GOAL OF THE EXERCISE: From the entries below, transcribe exactly the lines between the line holding "Find the location" and the line holding "What do you see at coordinates (819, 132)", inclusive; skip all other lines.

DATA IN THIS EXERCISE section start

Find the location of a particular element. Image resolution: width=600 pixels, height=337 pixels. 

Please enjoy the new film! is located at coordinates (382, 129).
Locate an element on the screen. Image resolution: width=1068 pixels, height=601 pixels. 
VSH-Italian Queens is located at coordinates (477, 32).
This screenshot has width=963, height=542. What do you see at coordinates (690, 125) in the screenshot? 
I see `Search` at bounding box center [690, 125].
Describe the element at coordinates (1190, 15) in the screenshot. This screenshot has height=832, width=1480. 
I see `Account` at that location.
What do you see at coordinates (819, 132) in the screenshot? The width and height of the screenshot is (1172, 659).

DATA IN THIS EXERCISE section end
DATA IN THIS EXERCISE section start

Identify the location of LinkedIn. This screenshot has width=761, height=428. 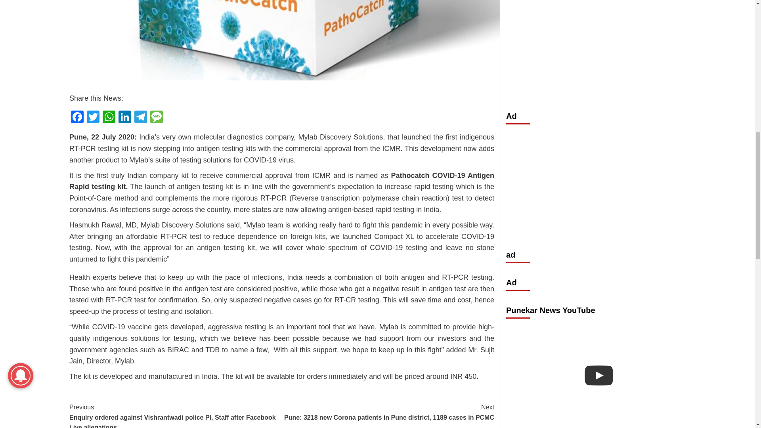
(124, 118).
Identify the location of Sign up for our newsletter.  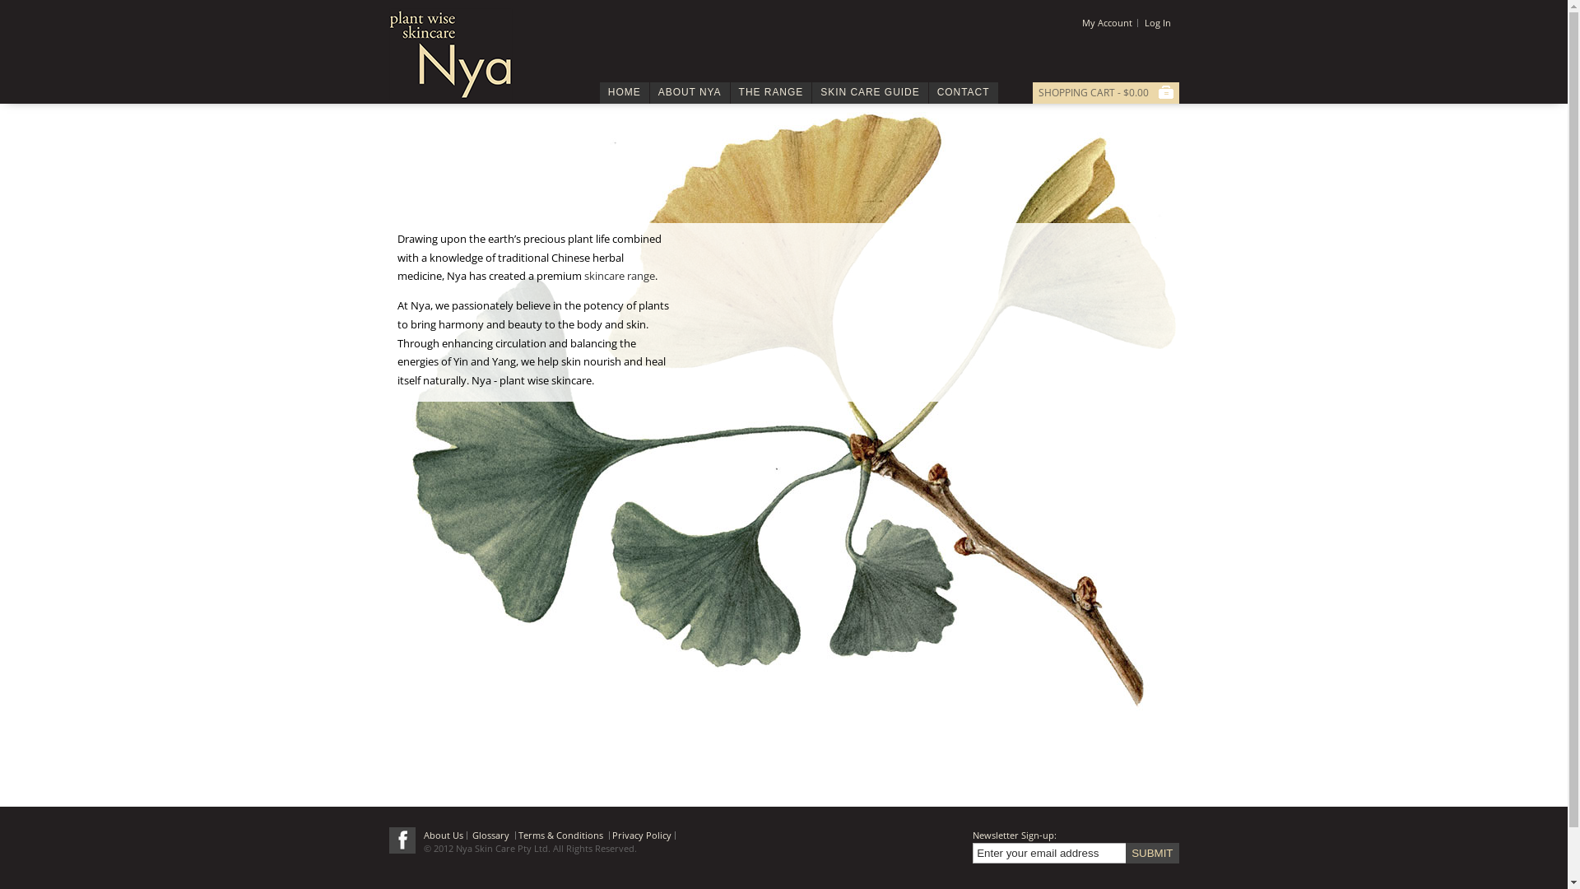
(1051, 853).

DATA IN THIS EXERCISE section end

RESPONSE TO THE TASK:
Find the location of a particular element. Image resolution: width=600 pixels, height=337 pixels. 

Please enjoy the new film! is located at coordinates (382, 129).
Locate an element on the screen. Image resolution: width=1068 pixels, height=601 pixels. 
VSH-Italian Queens is located at coordinates (477, 32).
This screenshot has width=963, height=542. What do you see at coordinates (690, 125) in the screenshot? 
I see `Search` at bounding box center [690, 125].
Describe the element at coordinates (1190, 15) in the screenshot. This screenshot has height=832, width=1480. 
I see `Account` at that location.
What do you see at coordinates (819, 132) in the screenshot? The width and height of the screenshot is (1172, 659).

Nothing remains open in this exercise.